Brad Watson: Aliens In The Prime Of Their Lives
If you put your characters in kitchens with whiskey and make them argue, you’re going to be compared to Raymond Carver. That’s one of the scenes that plays out in “Vacuum,” the opener to Brad Watson’s new short-story collection Aliens In The Prime Of Their Lives. Watson has also been compared to Flannery O’Connor, mostly because his pieces are set in the American South—places with well-lit front porches, yellowish homemade mayonnaise in the fridge, and trees so ancient, their branches kiss the ground.

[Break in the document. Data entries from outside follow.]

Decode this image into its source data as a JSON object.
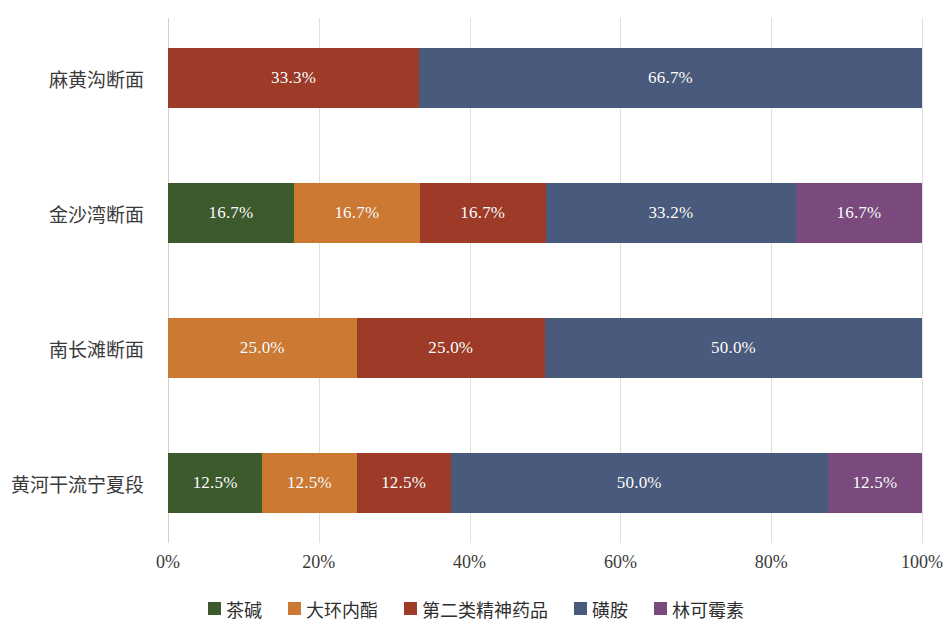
{
  "chart_data": {
    "type": "bar",
    "orientation": "horizontal",
    "stacked": "100%",
    "title": "",
    "xlabel": "",
    "ylabel": "",
    "xlim": [
      0,
      100
    ],
    "grid": true,
    "legend_position": "bottom",
    "categories": [
      "麻黄沟断面",
      "金沙湾断面",
      "南长滩断面",
      "黄河干流宁夏段"
    ],
    "xticks": [
      "0%",
      "20%",
      "40%",
      "60%",
      "80%",
      "100%"
    ],
    "xtick_values": [
      0,
      20,
      40,
      60,
      80,
      100
    ],
    "series": [
      {
        "name": "茶碱",
        "color": "#3D5A2D",
        "values": [
          0,
          16.7,
          0,
          12.5
        ],
        "labels": [
          "",
          "16.7%",
          "",
          "12.5%"
        ]
      },
      {
        "name": "大环内酯",
        "color": "#CC7A33",
        "values": [
          0,
          16.7,
          25.0,
          12.5
        ],
        "labels": [
          "",
          "16.7%",
          "25.0%",
          "12.5%"
        ]
      },
      {
        "name": "第二类精神药品",
        "color": "#9E3A28",
        "values": [
          33.3,
          16.7,
          25.0,
          12.5
        ],
        "labels": [
          "33.3%",
          "16.7%",
          "25.0%",
          "12.5%"
        ]
      },
      {
        "name": "磺胺",
        "color": "#4A5A7C",
        "values": [
          66.7,
          33.2,
          50.0,
          50.0
        ],
        "labels": [
          "66.7%",
          "33.2%",
          "50.0%",
          "50.0%"
        ]
      },
      {
        "name": "林可霉素",
        "color": "#7A4A7E",
        "values": [
          0,
          16.7,
          0,
          12.5
        ],
        "labels": [
          "",
          "16.7%",
          "",
          "12.5%"
        ]
      }
    ]
  },
  "axis": {
    "gridline_color": "#e2e0dd"
  }
}
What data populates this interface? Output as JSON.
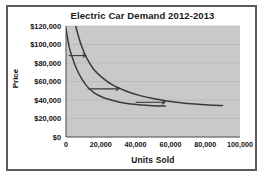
{
  "chart_data": {
    "type": "line",
    "title": "Electric Car Demand 2012-2013",
    "xlabel": "Units Sold",
    "ylabel": "Price",
    "xlim": [
      0,
      100000
    ],
    "ylim": [
      0,
      120000
    ],
    "grid": true,
    "legend": "inline-curve-labels",
    "plot_background": "#c9c9c9",
    "line_color": "#3a3a3a",
    "frame_color": "#5c5c5c",
    "xticks": [
      "0",
      "20,000",
      "40,000",
      "60,000",
      "80,000",
      "100,000"
    ],
    "xtick_values": [
      0,
      20000,
      40000,
      60000,
      80000,
      100000
    ],
    "yticks": [
      "$0",
      "$20,000",
      "$40,000",
      "$60,000",
      "$80,000",
      "$100,000",
      "$120,000"
    ],
    "ytick_values": [
      0,
      20000,
      40000,
      60000,
      80000,
      100000,
      120000
    ],
    "series": [
      {
        "name": "2012",
        "label": "2012",
        "points": [
          [
            0,
            117000
          ],
          [
            2000,
            96000
          ],
          [
            4000,
            84000
          ],
          [
            6000,
            74000
          ],
          [
            9000,
            63000
          ],
          [
            12000,
            55000
          ],
          [
            16000,
            48000
          ],
          [
            21000,
            43000
          ],
          [
            27000,
            39500
          ],
          [
            34000,
            36500
          ],
          [
            42000,
            34800
          ],
          [
            50000,
            33800
          ],
          [
            57000,
            33400
          ]
        ]
      },
      {
        "name": "2013",
        "label": "2013",
        "points": [
          [
            5000,
            124000
          ],
          [
            7000,
            110000
          ],
          [
            9000,
            98000
          ],
          [
            12000,
            85000
          ],
          [
            16000,
            73000
          ],
          [
            21000,
            64000
          ],
          [
            27000,
            56000
          ],
          [
            34000,
            50000
          ],
          [
            42000,
            45000
          ],
          [
            50000,
            41500
          ],
          [
            58000,
            39000
          ],
          [
            66000,
            37000
          ],
          [
            74000,
            35600
          ],
          [
            82000,
            34600
          ],
          [
            90000,
            34000
          ]
        ]
      }
    ],
    "annotations": [
      {
        "name": "shift-arrow-high",
        "from": [
          1500,
          88000
        ],
        "to": [
          11500,
          88000
        ]
      },
      {
        "name": "shift-arrow-mid",
        "from": [
          12500,
          52000
        ],
        "to": [
          30500,
          52000
        ]
      },
      {
        "name": "shift-arrow-low",
        "from": [
          40000,
          37500
        ],
        "to": [
          57000,
          37500
        ]
      }
    ]
  }
}
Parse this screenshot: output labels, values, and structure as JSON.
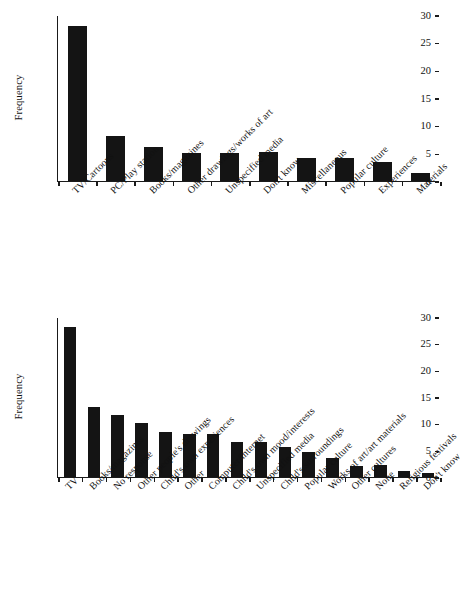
{
  "chart_data": [
    {
      "id": "top",
      "type": "bar",
      "title": "",
      "xlabel": "",
      "ylabel": "Frequency",
      "ylim": [
        0,
        30
      ],
      "yticks": [
        0,
        5,
        10,
        15,
        20,
        25,
        30
      ],
      "grid": false,
      "legend": "none",
      "bar_color": "#141414",
      "categories": [
        "TV/Cartoons",
        "PC/Play station",
        "Books/magazines",
        "Other drawings/works of art",
        "Unspecified media",
        "Don't know",
        "Miscellaneous",
        "Popular culture",
        "Experiences",
        "Materials"
      ],
      "values": [
        28.1,
        8.1,
        6.2,
        5.1,
        5.1,
        5.2,
        4.1,
        4.1,
        3.4,
        1.4
      ]
    },
    {
      "id": "bottom",
      "type": "bar",
      "title": "",
      "xlabel": "",
      "ylabel": "Frequency",
      "ylim": [
        0,
        30
      ],
      "yticks": [
        0,
        5,
        10,
        15,
        20,
        25,
        30
      ],
      "grid": false,
      "legend": "none",
      "bar_color": "#141414",
      "categories": [
        "TV",
        "Books/magazines",
        "No response",
        "Other people's drawings",
        "Child's own experiences",
        "Other",
        "Computer/internet",
        "Child's own mood/interests",
        "Unspecified media",
        "Child's surroundings",
        "Popular culture",
        "Works of art/art materials",
        "Other cultures",
        "None",
        "Religious festivals",
        "Don't know"
      ],
      "values": [
        28.2,
        13.1,
        11.6,
        10.1,
        8.5,
        8.0,
        8.1,
        6.6,
        6.6,
        5.6,
        4.7,
        3.6,
        2.1,
        2.2,
        1.2,
        0.7
      ]
    }
  ]
}
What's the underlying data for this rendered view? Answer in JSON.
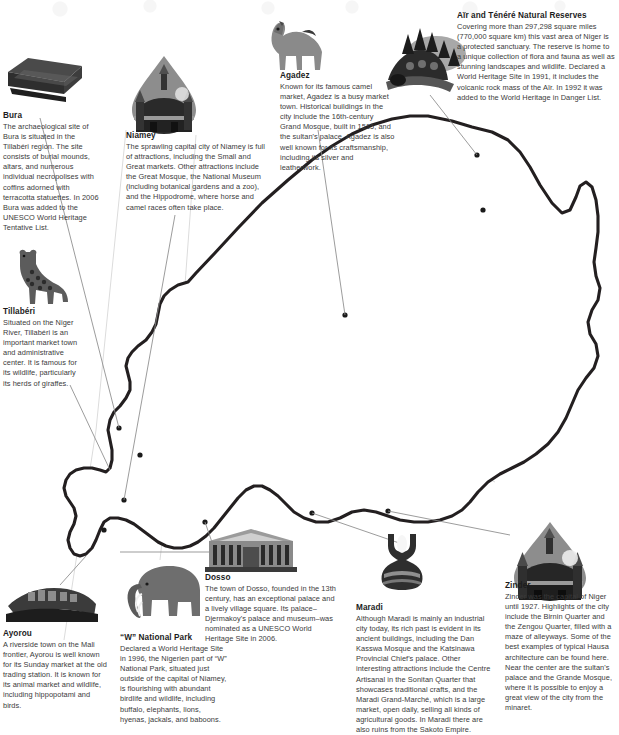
{
  "document": {
    "subject": "Tourist attractions map of Niger",
    "background_color": "#ffffff",
    "outline_color": "#231f20",
    "region_line_color": "#d9d9d9",
    "leader_line_color": "#808080",
    "marker_color": "#1a1a1a",
    "heading_color": "#1c1c1c",
    "body_color": "#3a3a3a"
  },
  "entries": [
    {
      "id": "bura",
      "title": "Bura",
      "body": "The archaeological site of Bura is situated in the Tillabéri region. The site consists of burial mounds, altars, and numerous individual necropolises with coffins adorned with terracotta statuettes. In 2006 Bura was added to the UNESCO World Heritage Tentative List.",
      "icon": "sarcophagus-icon"
    },
    {
      "id": "niamey",
      "title": "Niamey",
      "body": "The sprawling capital city of Niamey is full of attractions, including the Small and Great markets. Other attractions include the Great Mosque, the National Museum (including botanical gardens and a zoo), and the Hippodrome, where horse and camel races often take place.",
      "icon": "mosque-dome-icon"
    },
    {
      "id": "agadez",
      "title": "Agadez",
      "body": "Known for its famous camel market, Agadez is a busy market town. Historical buildings in the city include the 16th-century Grand Mosque, built in 1515, and the sultan's palace. Agadez is also well known for its craftsmanship, including its silver and leatherwork.",
      "icon": "camel-icon"
    },
    {
      "id": "air-tenere",
      "title": "Aïr and Ténéré Natural Reserves",
      "body": "Covering more than 297,298 square miles (770,000 square km) this vast area of Niger is a protected sanctuary. The reserve is home to a unique collection of flora and fauna as well as stunning landscapes and wildlife. Declared a World Heritage Site in 1991, it includes the volcanic rock mass of the Aïr. In 1992 it was added to the World Heritage in Danger List.",
      "icon": "mountain-massif-icon"
    },
    {
      "id": "tillaberi",
      "title": "Tillabéri",
      "body": "Situated on the Niger River, Tillabéri is an important market town and administrative center. It is famous for its wildlife, particularly its herds of giraffes.",
      "icon": "giraffe-icon"
    },
    {
      "id": "ayorou",
      "title": "Ayorou",
      "body": "A riverside town on the Mali frontier, Ayorou is well known for its Sunday market at the old trading station. It is known for its animal market and wildlife, including hippopotami and birds.",
      "icon": "riverside-town-icon"
    },
    {
      "id": "w-national-park",
      "title": "“W” National Park",
      "body": "Declared a World Heritage Site in 1996, the Nigerien part of “W” National Park, situated just outside of the capital of Niamey, is flourishing with abundant birdlife and wildlife, including buffalo, elephants, lions, hyenas, jackals, and baboons.",
      "icon": "elephant-icon"
    },
    {
      "id": "dosso",
      "title": "Dosso",
      "body": "The town of Dosso, founded in the 13th century, has an exceptional palace and a lively village square. Its palace–Djermakoy's palace and museum–was nominated as a UNESCO World Heritage Site in 2006.",
      "icon": "palace-building-icon"
    },
    {
      "id": "maradi",
      "title": "Maradi",
      "body": "Although Maradi is mainly an industrial city today, its rich past is evident in its ancient buildings, including the Dan Kasswa Mosque and the Katsinawa Provincial Chief's palace. Other interesting attractions include the Centre Artisanal in the Sonitan Quarter that showcases traditional crafts, and the Maradi Grand-Marché, which is a large market, open daily, selling all kinds of agricultural goods. In Maradi there are also ruins from the Sakoto Empire.",
      "icon": "pottery-vase-icon"
    },
    {
      "id": "zinder",
      "title": "Zinder",
      "body": "Zinder was the capital of Niger until 1927. Highlights of the city include the Birnin Quarter and the Zengou Quarter, filled with a maze of alleyways. Some of the best examples of typical Hausa architecture can be found here. Near the center are the sultan's palace and the Grande Mosque, where it is possible to enjoy a great view of the city from the minaret.",
      "icon": "mosque-dome-icon"
    }
  ],
  "map": {
    "country": "Niger",
    "markers": [
      {
        "id": "marker-agadez",
        "x": 483,
        "y": 210
      },
      {
        "id": "marker-air-tenere",
        "x": 477,
        "y": 155
      },
      {
        "id": "marker-arlit",
        "x": 345,
        "y": 315
      },
      {
        "id": "marker-tillaberi",
        "x": 140,
        "y": 455
      },
      {
        "id": "marker-ayorou",
        "x": 104,
        "y": 530
      },
      {
        "id": "marker-dosso",
        "x": 205,
        "y": 522
      },
      {
        "id": "marker-maradi",
        "x": 312,
        "y": 513
      },
      {
        "id": "marker-zinder",
        "x": 388,
        "y": 511
      },
      {
        "id": "marker-bura",
        "x": 119,
        "y": 428
      },
      {
        "id": "marker-niamey",
        "x": 124,
        "y": 500
      }
    ]
  }
}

Yet for every sketch that might ring familiar, Watson weaves in events that would seem utterly impossible if they weren’t so stealthily submitted. They’re like staring into simple still-lifes until odd details jump into view. “Vacuum,” from the perspective of a trio of kid brothers, is framed by all the traditional signposts of the American domestic-disaster story—booze, adultery, housework, etc. Yet in the end, all the violence is meted out by toys, as if to mock the somber proceedings as mere play. In “Visitation,” a divorced father brings his son to a motel that becomes haunted by possible gypsies precisely because there is so little else extraordinary about the place (or the world, for that matter). The novella-length title story introduces a teenage couple dealing with an unwanted pregnancy, and veers straight into Rod Serling territory with a straight face, daring readers to disbelieve a single moment. (Though the inclusion of mental patients from a nearby hospital is arguably a too-obvious device thrown in to subvert the proceedings.)
While most of the ground covered is decidedly bleak—with divorce, stillborn infants, and wrecked lives—there’s humor too. (“Alamo Plaza,” for example, hilariously evokes a fat man’s tragic exploits on a hotel diving board.) But by fusing the ordinary with the extraordinary, Watson writes in a kind of hybrid music. Those who listen too closely will see right through to the trick. But readers who let these stories roll over them like one of Watson’s warm Southern gales will learn to live comfortably in his country and believe in its people.